《追凶》内容简介
哈佛暗影:性别、权力与被沉默的真相。
被谋杀的女孩,谣言中的教授,数十年的杀戮之谜,揭示镜像、厌女症与制度沉默的编年史。
猫、斧头、常春藤盟校政治、考古挖掘、一个敏感又固执的侦探——不要将事实与故事混为一谈。
2009年,还是大三学生的贝基·库珀第一次听到有关简·布里顿被谋杀的传言,她立刻被这个故事吸引住了。故事的中心是布里顿与一位已婚教授的所谓婚外情,据称这位教授在布里顿威胁要透露他们关系的细节时将她杀害。对这位年轻女性了解得越多,库珀就越觉得“她与自己的关系更像是炼金术而非理性”,但库珀同时也担心,像哈佛这样“无所不能”的机构“会在多大程度上确保这件事不被曝光”。
直到2012年回到纽约后,库珀才开始全面调查简惨死背后的细节。她在互联网上搜索信息,在那年秋天以哈佛大学本科生的身份卧底,以了解更多关于涉嫌谋杀布里顿的已婚教授的信息。
在随后的数月和数年中,库珀秘密采访了人类学系的研究生和简的朋友,加入了一个业余侦探在线小组,并研究了包括《哈佛深红报》在内的报纸上的文章。一些细节的出现不仅使案情复杂化,还揭露了其他嫌疑人,以及哈佛和执法部门的个人秘密和系统性背叛等纠缠不清的问题。
简的故事不再是DNA证据最终在2018年揭开的谋杀之谜,而是学术界性别不平等的故事,它关乎被赋予权力的男性精英中的“牛仔文化”、制度的沉默效应以及我们重写女性受害者故事的冲动。
作者简介
贝基·库珀(BeckyCooper),曾是《纽约客》编辑部成员,也是布兰迪斯大学舒斯特调查研究所的高级研究员。本书的写作得到了调查性新闻基金和国际妇女媒体基金会霍华德·G.巴菲特女记者基金的支持。
Synopsis of the Chase
Harvard Shadow: Gender, Power, and the Silenced Truth.
The murdered girl, the Professor in the rumor, and the decades-long mystery of the killings reveal a chronicle of mirror images, misogyny, and institutional silence.
Cats, axes, Ivy League politics, archaeological digs, a sensitive and stubborn detective - don't confuse facts with stories.
When Becky Cooper first heard rumors of Jane Britton's murder as a junior in 2009, she was immediately hooked on the story. At the center of the story is Britton's alleged affair with a married professor who allegedly killed her when she threatened to reveal details of their relationship. The more he learned about the young woman, the more he felt that "her relationship with him was more alchemical than irrational," but Cooper also worried about the extent to which an institution as "omnipotent" as Harvard "would go to make sure it didn't come to light."
It wasn't until he returned to New York in 2012 that Cooper began to fully investigate the details behind Jane's tragic death. She scoured the Internet for information, going undercover as a Harvard undergraduate that fall to learn more about the married professor suspected of murdering Britton.
In the months and years that followed, Cooper secretly interviewed graduate students in the anthropology department and friends of Jane's, joined an online group of amateur sleuths, and studied articles in newspapers including the Harvard Crimson. Details emerged that not only complicated the case, but also revealed other suspects, as well as tangled questions of personal secrets and systemic betrayal at Harvard and in law enforcement.
Jane's story is no longer the murder mystery that DNA evidence finally unravelled in 2018, but a story of gender inequality in academia, about "cowboy culture" among empowered male elites, the silencing effect of the system, and our impulse to rewrite the stories of female victims.
About the author
BeckyCooper is a former editorial member of The New Yorker and a senior fellow at the Schuster Institute for Research at Brandeis University. The writing of this book was supported by the Investigative Journalism Foundation and Howard G. International Women's Media Foundation. The Buffett Foundation for Women Journalists.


# Requirement
Write only the number of lines in the entries that hold the string "perpendicular".

# Source records
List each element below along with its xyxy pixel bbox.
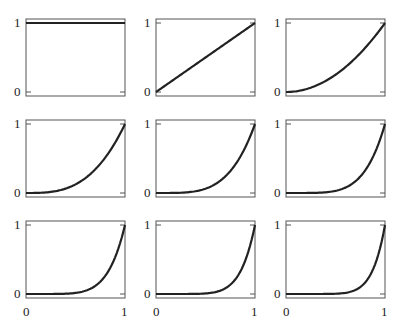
curve-x-pow-5 [286, 124, 385, 193]
curve-x-pow-7 [156, 225, 255, 294]
y-label-bottom: 0 [274, 84, 281, 99]
y-label-top: 1 [144, 217, 151, 232]
y-label-bottom: 0 [144, 286, 151, 301]
x-label-right: 1 [381, 304, 388, 319]
y-label-top: 1 [14, 217, 21, 232]
curve-x-pow-8 [286, 225, 385, 294]
x-label-left: 0 [283, 304, 290, 319]
y-label-top: 1 [14, 15, 21, 30]
small-multiples-chart: 101010101010100110011001 [0, 0, 400, 325]
y-label-bottom: 0 [274, 185, 281, 200]
curve-x-pow-4 [156, 124, 255, 193]
y-label-top: 1 [274, 15, 281, 30]
y-label-top: 1 [144, 116, 151, 131]
curve-x-pow-1 [156, 23, 255, 92]
y-label-bottom: 0 [144, 185, 151, 200]
plot-frame-2 [286, 19, 385, 96]
plot-frame-0 [26, 19, 125, 96]
y-label-top: 1 [274, 217, 281, 232]
x-label-left: 0 [153, 304, 160, 319]
y-label-bottom: 0 [144, 84, 151, 99]
x-label-right: 1 [251, 304, 258, 319]
x-label-right: 1 [121, 304, 128, 319]
y-label-top: 1 [144, 15, 151, 30]
plot-frame-8 [286, 221, 385, 298]
curve-x-pow-2 [286, 23, 385, 92]
y-label-top: 1 [274, 116, 281, 131]
plot-frame-5 [286, 120, 385, 197]
x-label-left: 0 [23, 304, 30, 319]
y-label-bottom: 0 [274, 286, 281, 301]
curve-x-pow-6 [26, 225, 125, 294]
y-label-top: 1 [14, 116, 21, 131]
plot-frame-7 [156, 221, 255, 298]
y-label-bottom: 0 [14, 84, 21, 99]
y-label-bottom: 0 [14, 185, 21, 200]
plot-frame-6 [26, 221, 125, 298]
curve-x-pow-3 [26, 124, 125, 193]
y-label-bottom: 0 [14, 286, 21, 301]
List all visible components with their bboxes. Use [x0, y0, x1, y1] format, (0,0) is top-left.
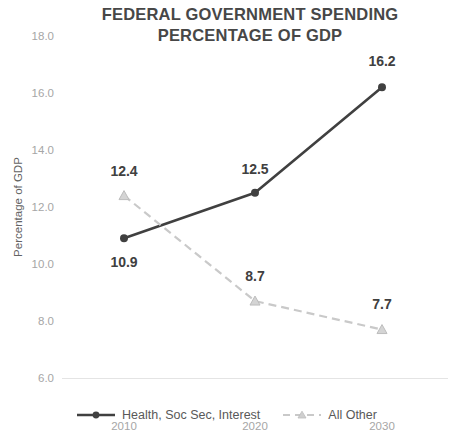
data-label-8.7: 8.7 [245, 268, 264, 284]
chart-container: FEDERAL GOVERNMENT SPENDING PERCENTAGE O… [0, 0, 453, 435]
legend-item-primary[interactable]: Health, Soc Sec, Interest [76, 408, 260, 422]
data-label-12.4: 12.4 [110, 163, 137, 179]
data-label-16.2: 16.2 [368, 53, 395, 69]
chart-legend: Health, Soc Sec, Interest All Other [0, 408, 453, 422]
data-point-marker [378, 83, 386, 91]
data-point-marker [251, 189, 259, 197]
data-label-12.5: 12.5 [241, 161, 268, 177]
series-line-secondary [124, 196, 382, 330]
legend-label-primary: Health, Soc Sec, Interest [122, 408, 260, 422]
legend-label-secondary: All Other [328, 408, 377, 422]
legend-line-circle-icon [76, 408, 116, 422]
legend-item-secondary[interactable]: All Other [282, 408, 377, 422]
data-label-10.9: 10.9 [110, 254, 137, 270]
data-point-marker [119, 191, 129, 200]
data-label-7.7: 7.7 [372, 296, 391, 312]
data-point-marker [120, 234, 128, 242]
data-point-marker [377, 325, 387, 334]
legend-dashed-triangle-icon [282, 408, 322, 422]
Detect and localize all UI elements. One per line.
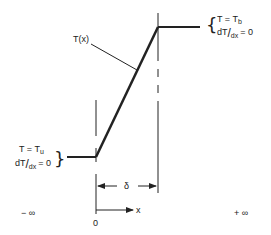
svg-text:T = Tb: T = Tb (217, 14, 242, 25)
upstream-condition: T = Tu dT/dx= 0 } (15, 144, 65, 171)
svg-text:dT/dx= 0: dT/dx= 0 (217, 26, 253, 40)
temperature-ramp-line (96, 27, 158, 157)
svg-text:dT/dx= 0: dT/dx= 0 (15, 157, 51, 171)
svg-text:T = Tu: T = Tu (19, 144, 44, 155)
plus-infinity-label: + ∞ (234, 208, 248, 218)
delta-label: δ (124, 181, 129, 191)
minus-infinity-label: − ∞ (21, 208, 35, 218)
curve-label: T(x) (73, 34, 89, 44)
upstream-brace: } (54, 148, 65, 169)
downstream-condition: { T = Tb dT/dx= 0 (206, 14, 253, 40)
curve-label-leader (91, 44, 137, 70)
downstream-brace: { (206, 14, 217, 35)
temperature-profile-diagram: T(x) { T = Tb dT/dx= 0 T = Tu dT/dx= 0 }… (0, 0, 271, 235)
origin-label: 0 (93, 218, 98, 228)
x-axis-label: x (136, 205, 141, 215)
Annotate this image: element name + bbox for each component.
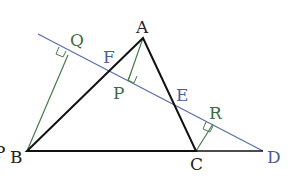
label-a: A <box>135 17 149 37</box>
label-c: C <box>190 154 203 174</box>
perpendicular-cr <box>196 124 213 151</box>
label-b: B <box>10 147 23 167</box>
secant-line-qd <box>38 34 263 151</box>
label-p: P <box>113 83 124 103</box>
label-e: E <box>176 85 188 105</box>
label-q: Q <box>70 30 84 50</box>
label-r: R <box>209 103 223 123</box>
perpendicular-bq <box>27 55 68 151</box>
geometry-diagram: A B P C D E F P Q R <box>0 0 300 185</box>
label-f: F <box>103 47 115 67</box>
label-partial: P <box>0 142 5 162</box>
label-d: D <box>267 147 281 167</box>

# Solution below
2